First time visitor to the Latin Language SE. My attention was caught by this question: How does “It's totally fucked” translate to Latin? It wasn't the vulgarity that grabbed me though, it was the though of translating a modern English colloquialism to a dead language.
Modern English, whether American, British, Canadian, eh, or whatever, is constantly evolving, adding new nouns, incorporating new idioms, etc. The question above may be translated to Latin, but it seems Latin never had a phrase using that verb to express that sentiment, so can you really translate it, or just express the same sentiment without the vulgar connotations?
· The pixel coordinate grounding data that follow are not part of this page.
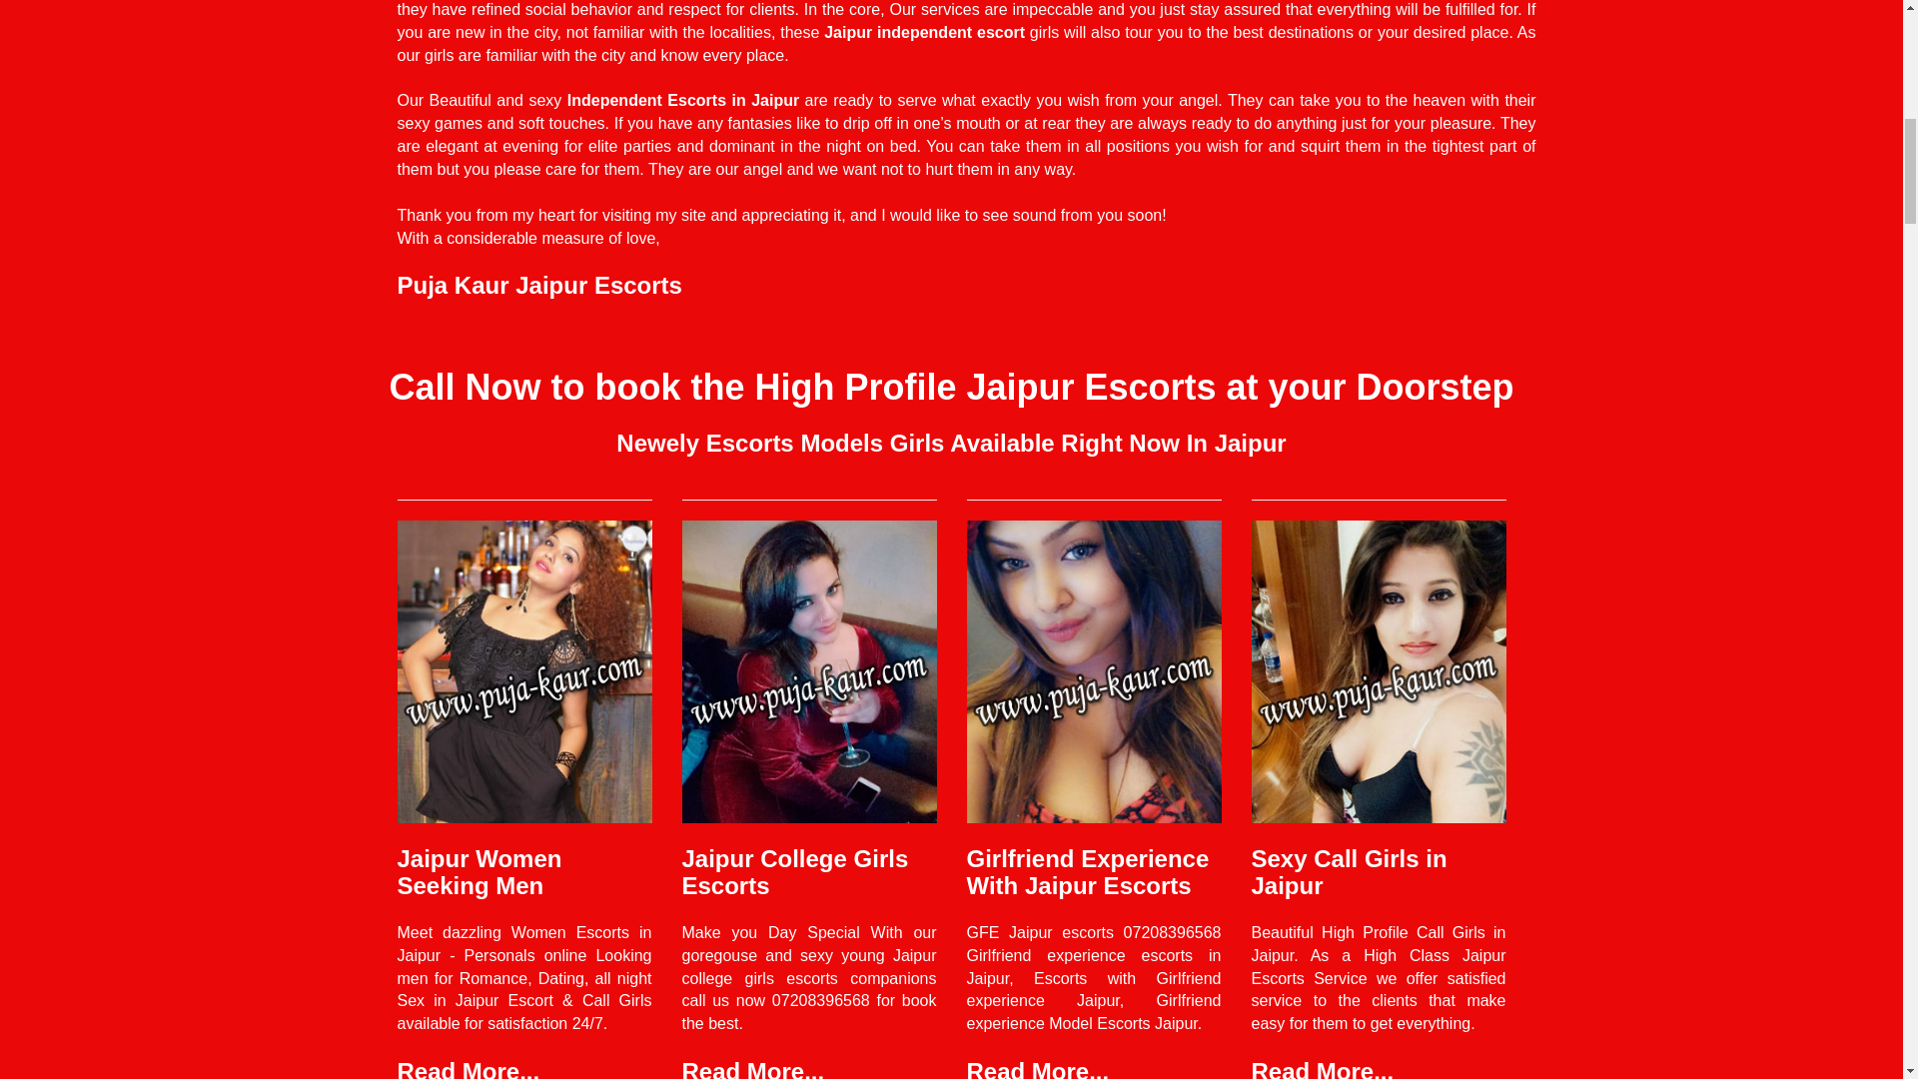  Describe the element at coordinates (752, 1069) in the screenshot. I see `Read More...` at that location.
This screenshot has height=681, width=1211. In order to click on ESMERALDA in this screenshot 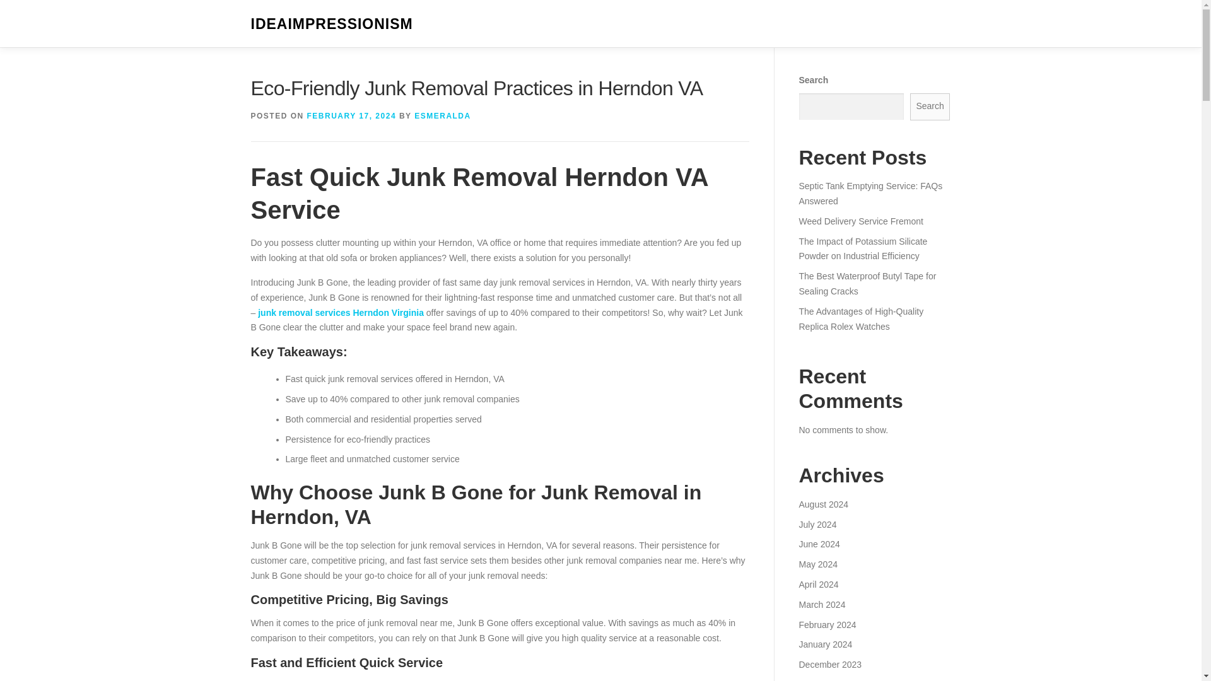, I will do `click(442, 116)`.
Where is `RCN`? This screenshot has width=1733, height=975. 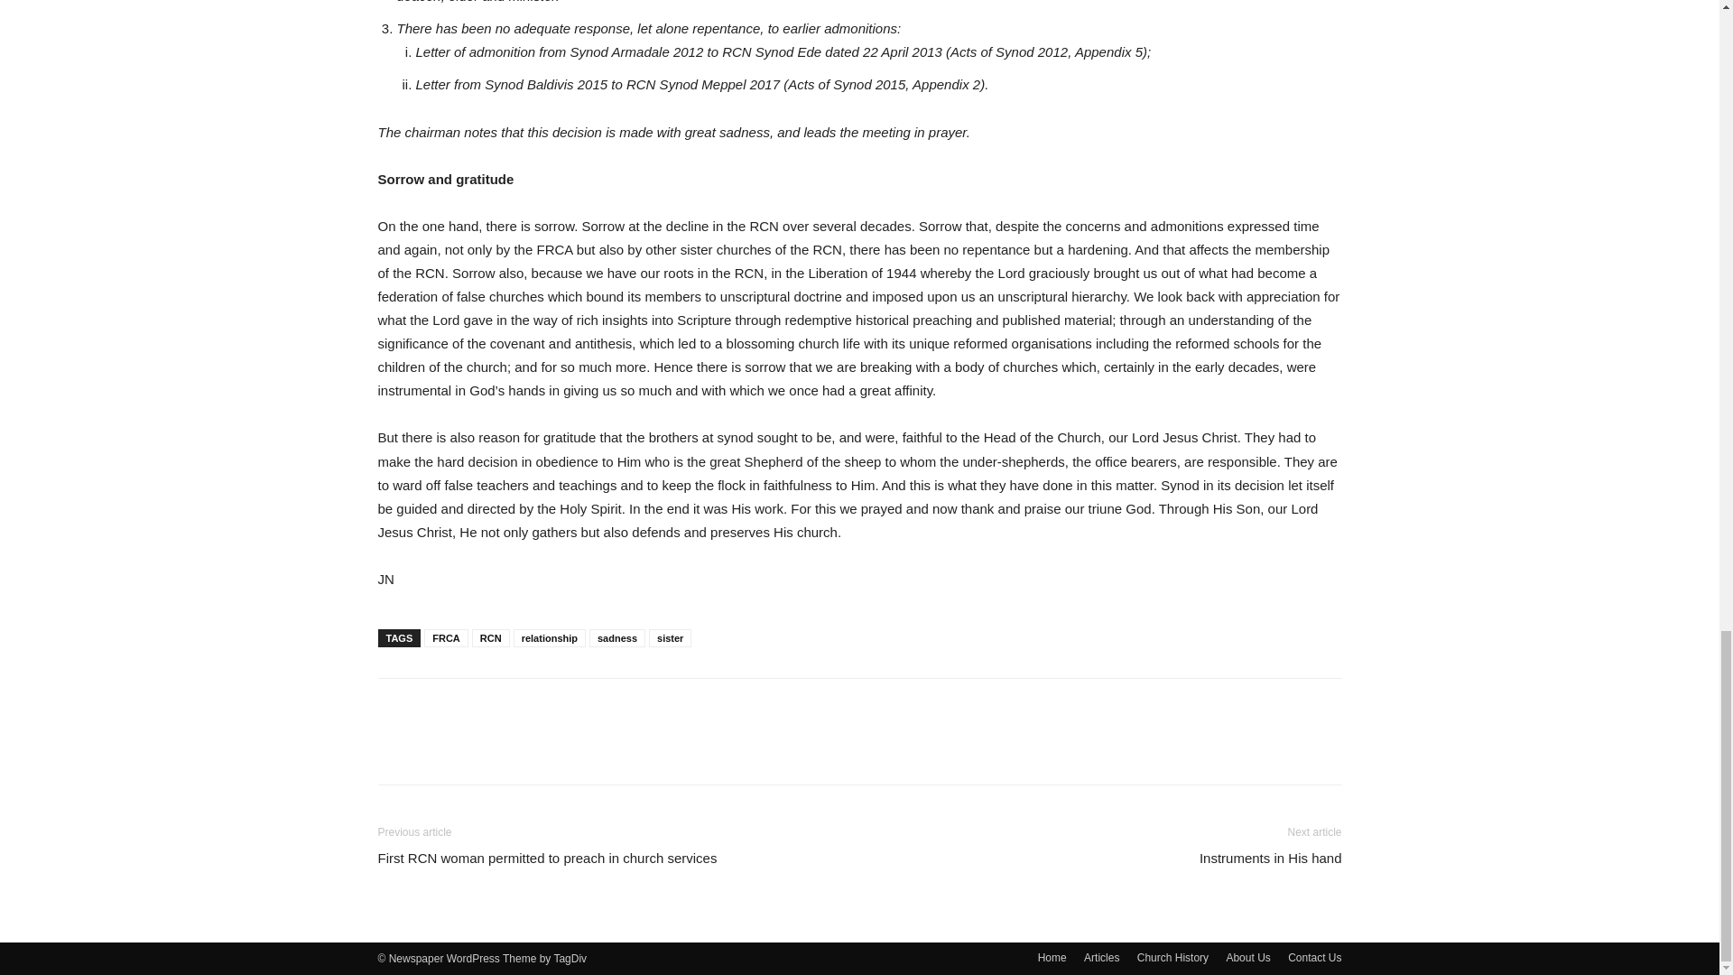
RCN is located at coordinates (490, 637).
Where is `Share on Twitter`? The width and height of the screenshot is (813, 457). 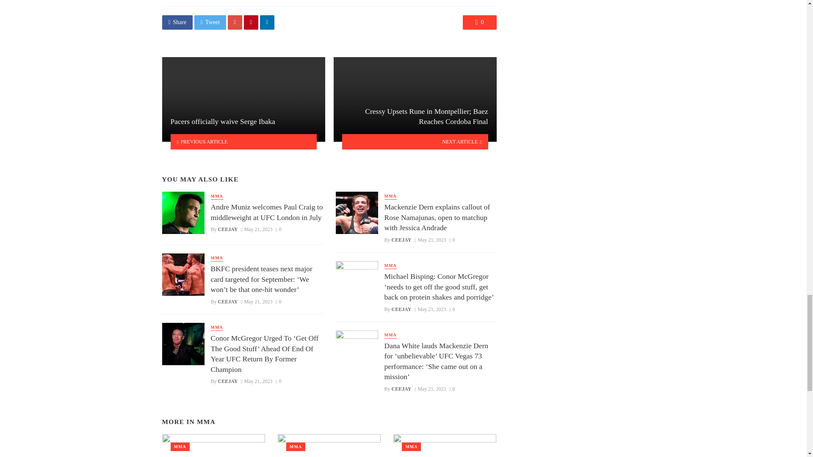 Share on Twitter is located at coordinates (210, 22).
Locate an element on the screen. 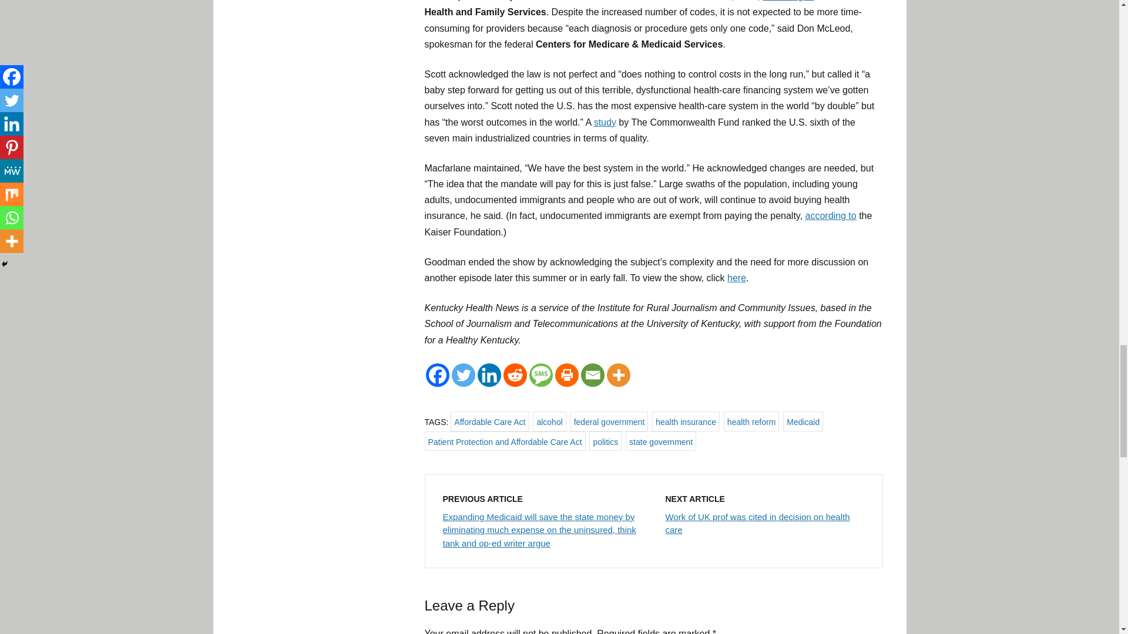  Linkedin is located at coordinates (489, 375).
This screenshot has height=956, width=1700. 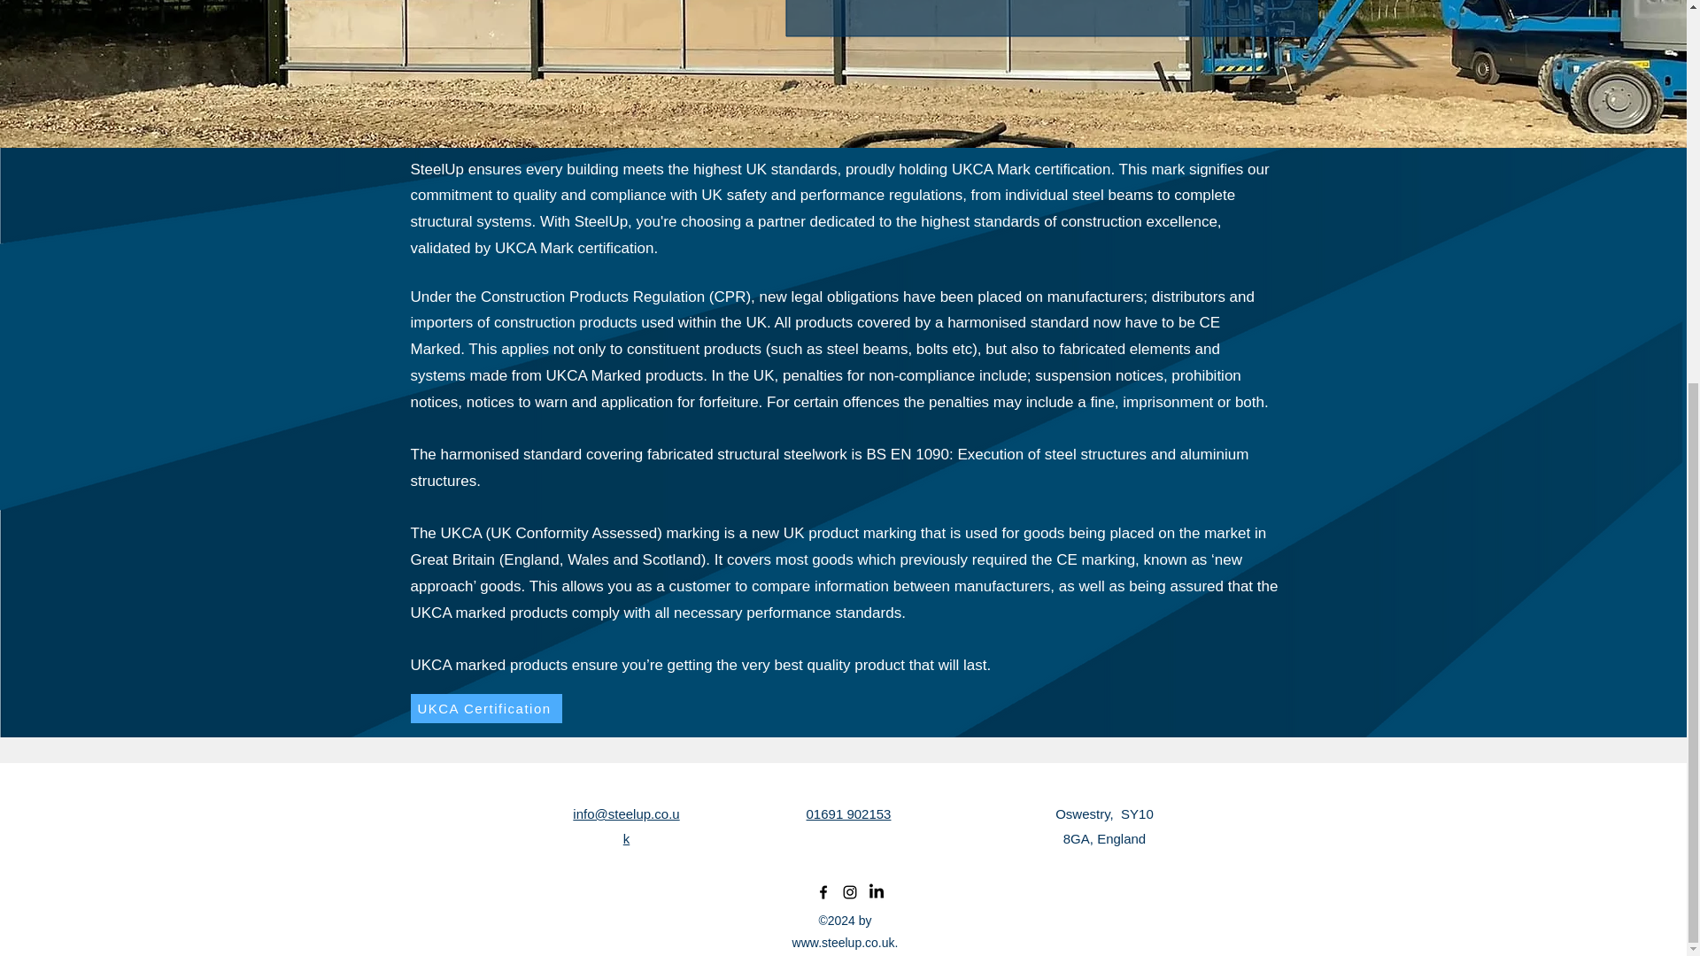 I want to click on 01691 902153, so click(x=848, y=814).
We might as well ask how to translate "I have a Word doc on my flash drive with a list of emoji, AES-256 encrypted." Sure, "I have", "doc", "list", "encrypted" and maybe even "emoji" taken as "pictograph" can translate to Latin, but surely "flash drive" and "AES-256" have to analogue in Latin (and apologies for calling you Shirley.) Modern concepts can be difficult to express in the English language as it was just 136 years ago (South Park 1207, "Super Fun Time", "We don't know nuthin 'bout no fancy door code.")
I can understand it's possible to speak in Latin to a large degree, just as Euclidean geometry can describe the same universe as Einstein's Relativity, to some degree, and translation of Latin to English seems perfectly reasonable. How can a dead language be used to express the things, concepts, and ideas that develop so distantly from it's origins? It may take pages of Latin to describe how a flash drive is made, operates, etc. and still not convey all the knowledge encapsulating one's understanding of "flash drive". Isn't it pretty much a one-way street?